The motivating end-to-end demonstration (fed-sx-triggers-loop.md Phase
4): one trigger arriving in the pipeline drives a multi-step business
flow with a branch, a timer suspension, an injected effect, and a
follow-up activity emit — all in the kernel's own runtime.
- flow.erl: flow:wait/1 — a timer-style suspend that PRESERVES the value
on resume (vs flow:suspend/1, which returns the logged result), so a
"wait until morning" step lets the env flow through to later steps.
- next/flow/flows/blog_publish_digest.erl: the flow.

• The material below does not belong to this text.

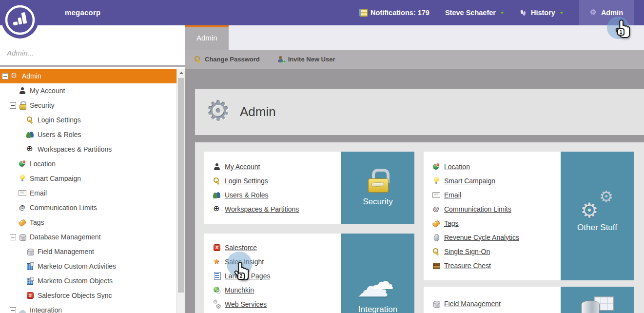 The width and height of the screenshot is (644, 313). Describe the element at coordinates (88, 91) in the screenshot. I see `sidebar-item-my-account: My Account` at that location.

Branches on the
article :category (newsletter -> wait-until-morning -> send + emit;
urgent -> send + emit now; else -> skip), fetches followers (injected),
builds a digest email per follower, and emits a DigestSent activity
OBJECT. Effect-as-data: a flow can't call kernel gen_servers from
inside the drive (a blocking call there deadlocks the scheduler), so
it returns the emails + DigestSent object for a driver to dispatch and
append — which can then trigger downstream flows, closing the loop.
Test: triggers_e2e.sh (10) — urgent completes in one cycle with 3 emails
+ a DigestSent object; newsletter suspends on the morning timer, then
resumes to the same on "advancing the clock"; draft takes the else
branch (no emails); a non-Article note is rejected by the guard; a
duplicate activity fires once. flow:wait covered in next/flow (36/36).
plans/fed-sx-design.md §13.10 documents the trigger fan-out as a
kernel convention. lib/erlang 771/771.